Healthy Illinois condemns the changes and is calling on Pritzker to reverse them.

The organization has lots of allies, from Latino state lawmakers to Chicago City Council members to members of Congress.

“The decision by Governor Pritzker to cut off health care enrollment for immigrants is wrong and will have life-and-death consequences,” U.S. Rep. Jesús “Chuy” García said in a statement. “The state is trying to save money by ripping away care from undocumented people — care they were promised and programs that many immigrants have paid into. In the end, defunding preventative care will cost everyone more money and more pain.”

García said the “the state’s commitment to immigrants must be honored. This backsliding is unacceptable and cannot continue.”

But state Sen. Dave Syverson (R-Rockford) said he and other Republicans tried to warn Pritzker about the rising costs and were ignored. Now the state is learning that Illinois can’t afford to take on such a massive program. 

“If you’re the only state and the only country that says, ‘We’ll take the sickest of yours, send ‘em to us,’ it will bankrupt our state,” Syverson said. “It will mean we won’t be able to help our most vulnerable population. It means our seniors are going to wait (for care). Our disability community is going to suffer. The people that we have that have cancer and heart and other issues, with their insurance costs going way up to cover this — they’re suffering.”

He said if the federal government “has borders open” then the federal government should take on the cost of health care for migrants, “not Illinois taxpayers.”

Syverson said thus far, undocumented immigrants receive better health care coverage than Illinois Medicaid recipients, who are part of a managed care system.
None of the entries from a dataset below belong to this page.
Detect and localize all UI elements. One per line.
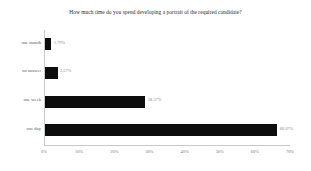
bar-value-one-week: 28.57% — [148, 97, 162, 103]
x-tick-label: 20% — [110, 149, 118, 155]
category-slot: one week — [0, 88, 41, 117]
bar-chart: How much time do you spend developing a … — [0, 0, 311, 171]
x-axis-line — [44, 145, 290, 146]
bar-row: 3.57% — [44, 59, 290, 88]
bar-value-one-day: 66.07% — [280, 126, 294, 132]
bar-row: 28.57% — [44, 88, 290, 117]
x-tick-label: 10% — [75, 149, 83, 155]
plot-area: 1.79% 3.57% 28.57% 66.07% — [44, 30, 290, 145]
bar-no-answer — [45, 67, 58, 79]
x-tick-label: 0% — [41, 149, 47, 155]
x-tick-label: 50% — [216, 149, 224, 155]
category-slot: no answer — [0, 59, 41, 88]
bar-one-day — [45, 124, 277, 136]
bar-one-week — [45, 96, 145, 108]
category-label-one-week: one week — [1, 97, 41, 103]
bar-value-no-answer: 3.57% — [60, 68, 71, 74]
category-slot: one day — [0, 116, 41, 145]
category-axis: one month no answer one week one day — [0, 30, 41, 145]
bar-row: 66.07% — [44, 116, 290, 145]
category-label-no-answer: no answer — [1, 68, 41, 74]
bar-one-month — [45, 38, 51, 50]
x-axis-ticks: 0%10%20%30%40%50%60%70% — [44, 149, 290, 159]
x-tick-label: 40% — [181, 149, 189, 155]
x-tick-label: 60% — [251, 149, 259, 155]
bar-row: 1.79% — [44, 30, 290, 59]
category-label-one-month: one month — [1, 40, 41, 46]
x-tick-label: 30% — [145, 149, 153, 155]
x-tick-label: 70% — [286, 149, 294, 155]
category-slot: one month — [0, 30, 41, 59]
bar-value-one-month: 1.79% — [54, 40, 65, 46]
chart-title: How much time do you spend developing a … — [0, 9, 311, 16]
category-label-one-day: one day — [1, 126, 41, 132]
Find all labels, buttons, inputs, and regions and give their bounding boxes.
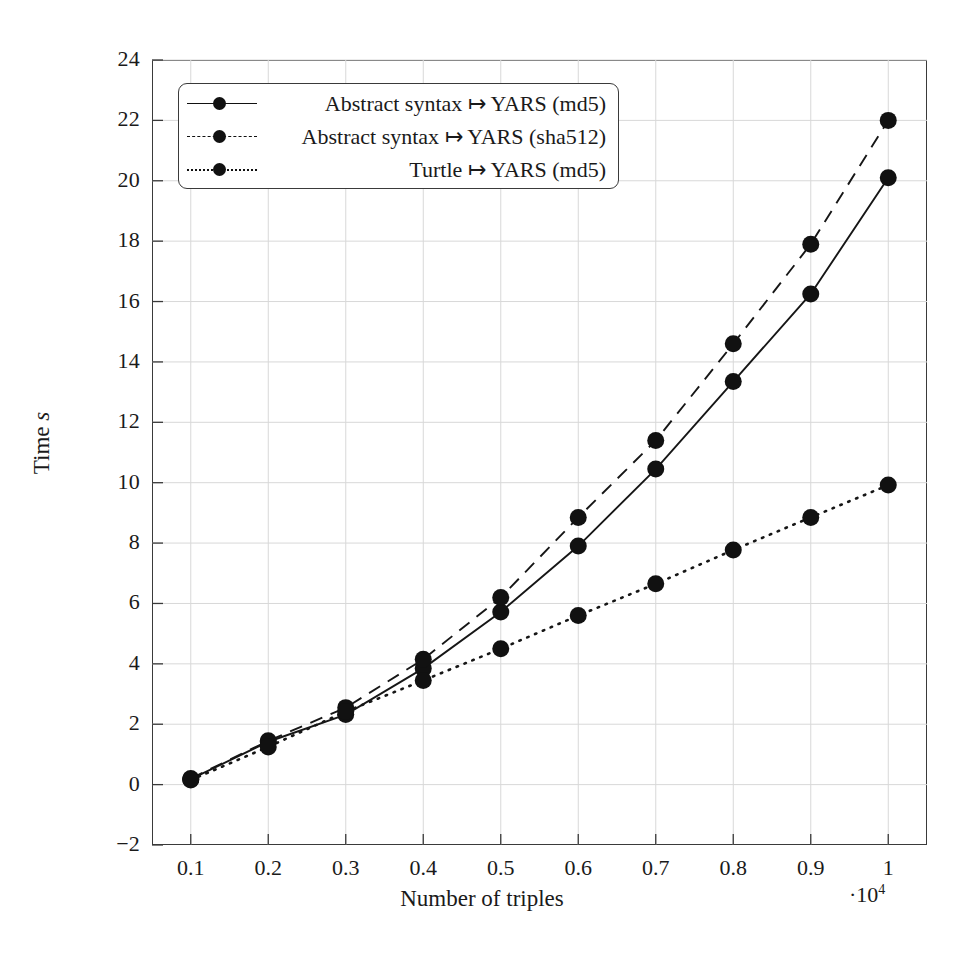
data-point — [802, 285, 819, 302]
legend-label-1: Abstract syntax ↦ YARS (sha512) — [265, 124, 620, 150]
legend-item-2[interactable]: Turtle ↦ YARS (md5) — [179, 153, 620, 186]
series-line-0 — [191, 178, 889, 779]
data-point — [725, 335, 742, 352]
x-tick-label: 0.7 — [621, 857, 691, 879]
x-tick-label: 0.9 — [776, 857, 846, 879]
data-point — [802, 509, 819, 526]
x-tick-label: 0.1 — [156, 857, 226, 879]
x-tick-label: 1 — [853, 857, 923, 879]
y-tick-label: 8 — [88, 531, 140, 553]
data-series-lines — [191, 120, 889, 780]
y-tick-label: 2 — [88, 712, 140, 734]
legend-swatch-solid-icon — [179, 87, 265, 120]
legend-item-0[interactable]: Abstract syntax ↦ YARS (md5) — [179, 87, 620, 120]
y-tick-label: 20 — [88, 169, 140, 191]
data-point — [647, 461, 664, 478]
y-tick-label: 10 — [88, 471, 140, 493]
data-point — [880, 169, 897, 186]
x-tick-label: 0.8 — [698, 857, 768, 879]
data-point — [182, 772, 199, 789]
data-point — [647, 575, 664, 592]
data-point — [880, 112, 897, 129]
chart-canvas: −2024681012141618202224 0.10.20.30.40.50… — [0, 0, 964, 964]
legend-item-1[interactable]: Abstract syntax ↦ YARS (sha512) — [179, 120, 620, 153]
y-tick-label: 6 — [88, 591, 140, 613]
y-tick-label: −2 — [88, 833, 140, 855]
y-tick-label: 12 — [88, 410, 140, 432]
data-point — [415, 651, 432, 668]
x-tick-label: 0.3 — [311, 857, 381, 879]
data-point — [725, 542, 742, 559]
x-tick-label: 0.2 — [233, 857, 303, 879]
legend-label-0: Abstract syntax ↦ YARS (md5) — [265, 91, 620, 117]
data-point — [802, 236, 819, 253]
data-point — [492, 589, 509, 606]
data-point — [260, 738, 277, 755]
data-series-markers — [182, 112, 897, 789]
series-line-2 — [191, 485, 889, 780]
x-axis-multiplier: ·104 — [849, 882, 885, 908]
x-tick-label: 0.6 — [543, 857, 613, 879]
y-tick-label: 0 — [88, 773, 140, 795]
x-axis-title: Number of triples — [0, 886, 964, 912]
data-point — [337, 703, 354, 720]
data-point — [570, 509, 587, 526]
data-point — [725, 373, 742, 390]
data-point — [647, 432, 664, 449]
data-point — [570, 538, 587, 555]
y-axis-title-text: Time s — [29, 412, 54, 474]
data-point — [492, 603, 509, 620]
y-axis-title: Time s — [29, 363, 55, 523]
x-tick-label: 0.5 — [466, 857, 536, 879]
series-line-1 — [191, 120, 889, 778]
data-point — [880, 477, 897, 494]
chart-legend: Abstract syntax ↦ YARS (md5) Abstract sy… — [178, 83, 619, 189]
y-tick-label: 22 — [88, 108, 140, 130]
y-tick-label: 18 — [88, 229, 140, 251]
data-point — [415, 672, 432, 689]
y-tick-label: 4 — [88, 652, 140, 674]
y-tick-label: 24 — [88, 48, 140, 70]
x-tick-label: 0.4 — [388, 857, 458, 879]
y-tick-label: 16 — [88, 290, 140, 312]
legend-swatch-dashed-icon — [179, 120, 265, 153]
legend-label-2: Turtle ↦ YARS (md5) — [265, 157, 620, 183]
y-tick-label: 14 — [88, 350, 140, 372]
data-point — [492, 640, 509, 657]
legend-swatch-dotted-icon — [179, 153, 265, 186]
data-point — [570, 607, 587, 624]
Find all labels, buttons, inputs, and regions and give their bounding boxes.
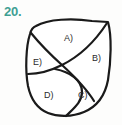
region-label-b: B): [92, 54, 101, 63]
region-label-c: C): [78, 91, 88, 100]
worksheet-figure-screenshot: 20. A) B) C) D) E): [0, 0, 122, 125]
region-label-e: E): [33, 58, 42, 67]
region-label-a: A): [64, 34, 73, 43]
geometry-figure: [0, 0, 122, 125]
region-label-d: D): [44, 91, 54, 100]
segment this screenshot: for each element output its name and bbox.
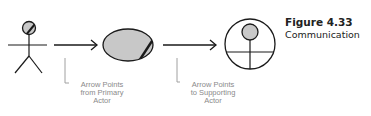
callout-label-supporting: Arrow Points to Supporting Actor xyxy=(182,81,244,105)
callout-label-primary: Arrow Points from Primary Actor xyxy=(73,81,131,105)
figure-caption: Figure 4.33 Communication xyxy=(285,16,360,41)
use-case-ellipse-icon xyxy=(103,29,156,61)
callout-bracket-primary xyxy=(65,58,69,83)
callout-line: Actor xyxy=(182,97,244,105)
callout-bracket-supporting xyxy=(177,58,180,82)
primary-actor-icon xyxy=(8,22,47,74)
figure-title: Communication xyxy=(285,29,360,41)
arrow-to-supporting-actor xyxy=(163,40,216,50)
arrow-to-use-case xyxy=(54,40,97,50)
figure-number: Figure 4.33 xyxy=(285,16,360,29)
callout-line: Actor xyxy=(73,97,131,105)
supporting-actor-icon xyxy=(225,19,275,69)
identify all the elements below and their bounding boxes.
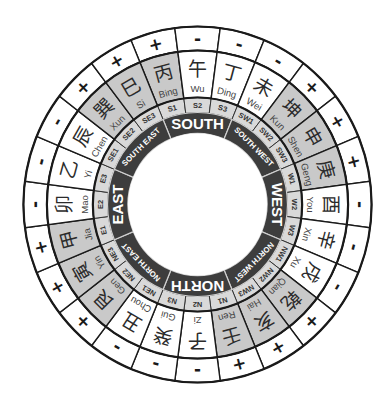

He said at the least, those who are part of the immigrant health care programs should have the same setup.

The senator agrees with Seigel that folks may not be able to afford the new copays, but he says they’ll still go to the doctor — and that health care systems will have to swallow those costs.

“What we’re seeing is just a movement from the state of Illinois budget, state of Illinois taxpayers, is now instead going to be moved to hospitals and health care providers who are going to be hit with hundreds of millions of dollars of uncompensated care, which they are going to have to them pay most likely by cost-shifting it onto everyone that has insurance,” Syverson said.

The whole situation puts Pritzker in a tough spot politically.

He touted the program originally and has said he believes in health care as a human right.

But his administration projected the cost for Fiscal Year 2024 was going to top $1 billion, an amount that legislators determined the state couldn’t afford.

Democrats in the General Assembly gave the governor the authority (Senate Bill 1298 and Public Act 103-0102) to make these decisions and others as part of the budget deal they passed and that Pritzker signed in early June, making the protestations by some more public performance than earnest calls to action.

Pritzker’s team said the program is still a success, given that tens of thousands of people who wouldn’t have had any health care coverage do now.

Meanwhile, advocates like Healthy Illinois are working to get as many people as possible signed up before that July 1 deadline.